SUMMER
2003

flashquake Nonfiction

DARTH VEGA
by Peggy Duffy

 

My first car was a 1971 red Vega purchased in 1973 for $800. The previous owner, a fellow high school graduate, had paid $2000 for the car brand new just 20 months before. That should have been my first clue something was amiss.

Darth Vega by Peggy Duffy

Nevertheless, my boyfriend and future husband (car advice notwithstanding) drove the car home, tuned it up and declared it a fine running vehicle. It had a peppy 2-liter, 4-cylinder, overhead cam, aluminum engine. The aluminum engine construction was an innovative design development. It would prove to be a major design flaw.

That well-tuned car remained a fine running vehicle for about two months. One day the engine didn't respond to my practiced synchronization of clutch and gas pedal. It didn't surge, but it didn't quite sputter either. Sort of had this sluggish reaction.

My amateur car mechanic boyfriend stared in puzzlement at the black gunk coating one of the spark plugs he'd put in, decided it was probably defective and replaced it with a new one. The following month we went through a similar scenario, this time with a little less puzzlement, and again the month after that. This sudden fouling and failure of the spark plugs became a habitual cycle, one we no longer met with bewilderment but with dreaded expectation.

Somewhere between the second and third fouled plug, the car's left door stopped opening for no determinable cause. I had to climb in through the passenger side and slide over the emergency brake and stick shift to get to the driver's seat. One frigid January, in the early hours of the morning, I left work and walked across the dark parking lot. I slipped my key into the passenger door, hopped over the icy cold vinyl of the bucket seat, my crotch expertly avoiding those between-the-seat hazards, only to discover about five minutes into warming up the engine that it was just as frigid inside the car as it was outside.

The Vega was heatless.

It was also burning. Oil that is, and at a fantastic rate. My boyfriend was dumping quart after quart into the engine more often than he was replacing spark plugs. Thick, white, viscous smoke blew out the tailpipe when I drove, becoming thicker and denser whenever I stopped for a traffic light. Now these were city streets with a light at the end of every block, all programmed to turn red as a car approached them.

This was also a time when people were becoming environmentally aware, and they didn't hold back on the accusatory looks as I sat at these red lights, engine idling, surrounded by a mushroom cloud of unburned hydrocarbons. I admit it. I am single-handedly responsible for polluting a small section of the Bronx that year. I assume no responsibility for New Jersey, however.

Eventually I had to face the truth. The car was worth more on the books than on the streets. I started to leave the Vega with its doors unlocked and windows rolled down, key chain dangling from the ignition like an open house party invitation. Soon I stopped bothering to turn off the engine, double-parking while I did my errands, aiming to make the car an easy get-away vehicle.

I knew no self-respecting car thief would be enticed because, short of a replacement engine, the car was undriveable without constantly replenishing water and oil. These cars had a reputation on the streets. But I hoped some desperate drug addict might drive the Vega off for parts so I could collect on the insurance. I came to realize, however, that when you own a three-year-old car predisposed to a cracked aluminum engine, resulting in water from the cooling system leaking into the oil, there aren't enough cars out there in good enough working order to require parts.

We ultimately pawned the Vega off on an eager car dealer who offered, sight unseen, to give us $100 toward a trade-in on a new Subaru. Half a mile from the dealership, my boyfriend turned off the engine and coasted into the parking lot. The salesman came running out of the showroom, frantically waving us and the car away. Fortunately we'd had the forethought to remove the license plates. As we both leapt in turn out the passenger door, the salesman screaming, "No, no, I can't take it," my boyfriend said, "Too late. We've already cancelled the insurance and returned the plates."

We left the key in the ignition and settled for $50.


#### [Assigned task]
Your task is to retype every entry exactly while omitting the pictures.

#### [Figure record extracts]
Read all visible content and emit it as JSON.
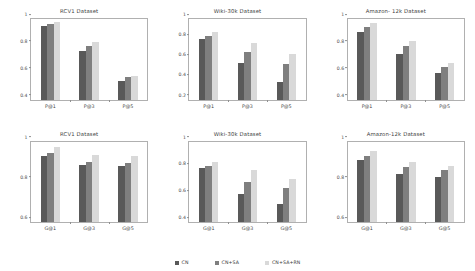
{
  "figure": {
    "width": 475,
    "height": 271,
    "background": "#ffffff"
  },
  "series_colors": {
    "CN": "#595959",
    "CN+SA": "#7f7f7f",
    "CN+SA+RN": "#d9d9d9"
  },
  "legend": {
    "position": "bottom-center",
    "items": [
      {
        "label": "CN",
        "color": "#595959"
      },
      {
        "label": "CN+SA",
        "color": "#7f7f7f"
      },
      {
        "label": "CN+SA+RN",
        "color": "#d9d9d9"
      }
    ]
  },
  "chart_data": [
    {
      "type": "bar",
      "title": "RCV1 Dataset",
      "xlabel": "",
      "ylabel": "",
      "categories": [
        "P@1",
        "P@3",
        "P@5"
      ],
      "ylim": [
        0.4,
        1.0
      ],
      "yticks": [
        "0.4",
        "0.6",
        "0.8",
        "1"
      ],
      "ytickvalues": [
        0.4,
        0.6,
        0.8,
        1.0
      ],
      "grid": false,
      "series": [
        {
          "name": "CN",
          "values": [
            0.947,
            0.759,
            0.54
          ]
        },
        {
          "name": "CN+SA",
          "values": [
            0.964,
            0.802,
            0.567
          ]
        },
        {
          "name": "CN+SA+RN",
          "values": [
            0.976,
            0.827,
            0.576
          ]
        }
      ]
    },
    {
      "type": "bar",
      "title": "Wiki-30k Dataset",
      "xlabel": "",
      "ylabel": "",
      "categories": [
        "P@1",
        "P@3",
        "P@5"
      ],
      "ylim": [
        0.2,
        1.0
      ],
      "yticks": [
        "0.2",
        "0.4",
        "0.6",
        "0.8",
        "1"
      ],
      "ytickvalues": [
        0.2,
        0.4,
        0.6,
        0.8,
        1.0
      ],
      "grid": false,
      "series": [
        {
          "name": "CN",
          "values": [
            0.8,
            0.558,
            0.375
          ]
        },
        {
          "name": "CN+SA",
          "values": [
            0.828,
            0.675,
            0.55
          ]
        },
        {
          "name": "CN+SA+RN",
          "values": [
            0.868,
            0.76,
            0.65
          ]
        }
      ]
    },
    {
      "type": "bar",
      "title": "Amazon- 12k Dataset",
      "xlabel": "",
      "ylabel": "",
      "categories": [
        "P@1",
        "P@3",
        "P@5"
      ],
      "ylim": [
        0.4,
        1.0
      ],
      "yticks": [
        "0.4",
        "0.6",
        "0.8",
        "1"
      ],
      "ytickvalues": [
        0.4,
        0.6,
        0.8,
        1.0
      ],
      "grid": false,
      "series": [
        {
          "name": "CN",
          "values": [
            0.9,
            0.742,
            0.597
          ]
        },
        {
          "name": "CN+SA",
          "values": [
            0.938,
            0.8,
            0.641
          ]
        },
        {
          "name": "CN+SA+RN",
          "values": [
            0.97,
            0.833,
            0.675
          ]
        }
      ]
    },
    {
      "type": "bar",
      "title": "RCV1 Dataset",
      "xlabel": "",
      "ylabel": "",
      "categories": [
        "G@1",
        "G@3",
        "G@5"
      ],
      "ylim": [
        0.6,
        1.0
      ],
      "yticks": [
        "0.6",
        "0.8",
        "1"
      ],
      "ytickvalues": [
        0.6,
        0.8,
        1.0
      ],
      "grid": false,
      "series": [
        {
          "name": "CN",
          "values": [
            0.93,
            0.884,
            0.88
          ]
        },
        {
          "name": "CN+SA",
          "values": [
            0.941,
            0.898,
            0.891
          ]
        },
        {
          "name": "CN+SA+RN",
          "values": [
            0.974,
            0.933,
            0.928
          ]
        }
      ]
    },
    {
      "type": "bar",
      "title": "Wiki-30k Dataset",
      "xlabel": "",
      "ylabel": "",
      "categories": [
        "G@1",
        "G@3",
        "G@5"
      ],
      "ylim": [
        0.4,
        1.0
      ],
      "yticks": [
        "0.4",
        "0.6",
        "0.8",
        "1"
      ],
      "ytickvalues": [
        0.4,
        0.6,
        0.8,
        1.0
      ],
      "grid": false,
      "series": [
        {
          "name": "CN",
          "values": [
            0.8,
            0.61,
            0.535
          ]
        },
        {
          "name": "CN+SA",
          "values": [
            0.818,
            0.7,
            0.655
          ]
        },
        {
          "name": "CN+SA+RN",
          "values": [
            0.85,
            0.785,
            0.718
          ]
        }
      ]
    },
    {
      "type": "bar",
      "title": "Amazon-12k Dataset",
      "xlabel": "",
      "ylabel": "",
      "categories": [
        "G@1",
        "G@3",
        "G@5"
      ],
      "ylim": [
        0.6,
        1.0
      ],
      "yticks": [
        "0.6",
        "0.8",
        "1"
      ],
      "ytickvalues": [
        0.6,
        0.8,
        1.0
      ],
      "grid": false,
      "series": [
        {
          "name": "CN",
          "values": [
            0.91,
            0.838,
            0.822
          ]
        },
        {
          "name": "CN+SA",
          "values": [
            0.928,
            0.872,
            0.857
          ]
        },
        {
          "name": "CN+SA+RN",
          "values": [
            0.955,
            0.898,
            0.877
          ]
        }
      ]
    }
  ]
}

#### [Exercise answer]
Read all visible content and emit it as JSON.
{
  "figure": {
    "width": 475,
    "height": 271,
    "background": "#ffffff"
  },
  "series_colors": {
    "CN": "#595959",
    "CN+SA": "#7f7f7f",
    "CN+SA+RN": "#d9d9d9"
  },
  "legend": {
    "position": "bottom-center",
    "items": [
      {
        "label": "CN",
        "color": "#595959"
      },
      {
        "label": "CN+SA",
        "color": "#7f7f7f"
      },
      {
        "label": "CN+SA+RN",
        "color": "#d9d9d9"
      }
    ]
  },
  "chart_data": [
    {
      "type": "bar",
      "title": "RCV1 Dataset",
      "xlabel": "",
      "ylabel": "",
      "categories": [
        "P@1",
        "P@3",
        "P@5"
      ],
      "ylim": [
        0.4,
        1.0
      ],
      "yticks": [
        "0.4",
        "0.6",
        "0.8",
        "1"
      ],
      "ytickvalues": [
        0.4,
        0.6,
        0.8,
        1.0
      ],
      "grid": false,
      "series": [
        {
          "name": "CN",
          "values": [
            0.947,
            0.759,
            0.54
          ]
        },
        {
          "name": "CN+SA",
          "values": [
            0.964,
            0.802,
            0.567
          ]
        },
        {
          "name": "CN+SA+RN",
          "values": [
            0.976,
            0.827,
            0.576
          ]
        }
      ]
    },
    {
      "type": "bar",
      "title": "Wiki-30k Dataset",
      "xlabel": "",
      "ylabel": "",
      "categories": [
        "P@1",
        "P@3",
        "P@5"
      ],
      "ylim": [
        0.2,
        1.0
      ],
      "yticks": [
        "0.2",
        "0.4",
        "0.6",
        "0.8",
        "1"
      ],
      "ytickvalues": [
        0.2,
        0.4,
        0.6,
        0.8,
        1.0
      ],
      "grid": false,
      "series": [
        {
          "name": "CN",
          "values": [
            0.8,
            0.558,
            0.375
          ]
        },
        {
          "name": "CN+SA",
          "values": [
            0.828,
            0.675,
            0.55
          ]
        },
        {
          "name": "CN+SA+RN",
          "values": [
            0.868,
            0.76,
            0.65
          ]
        }
      ]
    },
    {
      "type": "bar",
      "title": "Amazon- 12k Dataset",
      "xlabel": "",
      "ylabel": "",
      "categories": [
        "P@1",
        "P@3",
        "P@5"
      ],
      "ylim": [
        0.4,
        1.0
      ],
      "yticks": [
        "0.4",
        "0.6",
        "0.8",
        "1"
      ],
      "ytickvalues": [
        0.4,
        0.6,
        0.8,
        1.0
      ],
      "grid": false,
      "series": [
        {
          "name": "CN",
          "values": [
            0.9,
            0.742,
            0.597
          ]
        },
        {
          "name": "CN+SA",
          "values": [
            0.938,
            0.8,
            0.641
          ]
        },
        {
          "name": "CN+SA+RN",
          "values": [
            0.97,
            0.833,
            0.675
          ]
        }
      ]
    },
    {
      "type": "bar",
      "title": "RCV1 Dataset",
      "xlabel": "",
      "ylabel": "",
      "categories": [
        "G@1",
        "G@3",
        "G@5"
      ],
      "ylim": [
        0.6,
        1.0
      ],
      "yticks": [
        "0.6",
        "0.8",
        "1"
      ],
      "ytickvalues": [
        0.6,
        0.8,
        1.0
      ],
      "grid": false,
      "series": [
        {
          "name": "CN",
          "values": [
            0.93,
            0.884,
            0.88
          ]
        },
        {
          "name": "CN+SA",
          "values": [
            0.941,
            0.898,
            0.891
          ]
        },
        {
          "name": "CN+SA+RN",
          "values": [
            0.974,
            0.933,
            0.928
          ]
        }
      ]
    },
    {
      "type": "bar",
      "title": "Wiki-30k Dataset",
      "xlabel": "",
      "ylabel": "",
      "categories": [
        "G@1",
        "G@3",
        "G@5"
      ],
      "ylim": [
        0.4,
        1.0
      ],
      "yticks": [
        "0.4",
        "0.6",
        "0.8",
        "1"
      ],
      "ytickvalues": [
        0.4,
        0.6,
        0.8,
        1.0
      ],
      "grid": false,
      "series": [
        {
          "name": "CN",
          "values": [
            0.8,
            0.61,
            0.535
          ]
        },
        {
          "name": "CN+SA",
          "values": [
            0.818,
            0.7,
            0.655
          ]
        },
        {
          "name": "CN+SA+RN",
          "values": [
            0.85,
            0.785,
            0.718
          ]
        }
      ]
    },
    {
      "type": "bar",
      "title": "Amazon-12k Dataset",
      "xlabel": "",
      "ylabel": "",
      "categories": [
        "G@1",
        "G@3",
        "G@5"
      ],
      "ylim": [
        0.6,
        1.0
      ],
      "yticks": [
        "0.6",
        "0.8",
        "1"
      ],
      "ytickvalues": [
        0.6,
        0.8,
        1.0
      ],
      "grid": false,
      "series": [
        {
          "name": "CN",
          "values": [
            0.91,
            0.838,
            0.822
          ]
        },
        {
          "name": "CN+SA",
          "values": [
            0.928,
            0.872,
            0.857
          ]
        },
        {
          "name": "CN+SA+RN",
          "values": [
            0.955,
            0.898,
            0.877
          ]
        }
      ]
    }
  ]
}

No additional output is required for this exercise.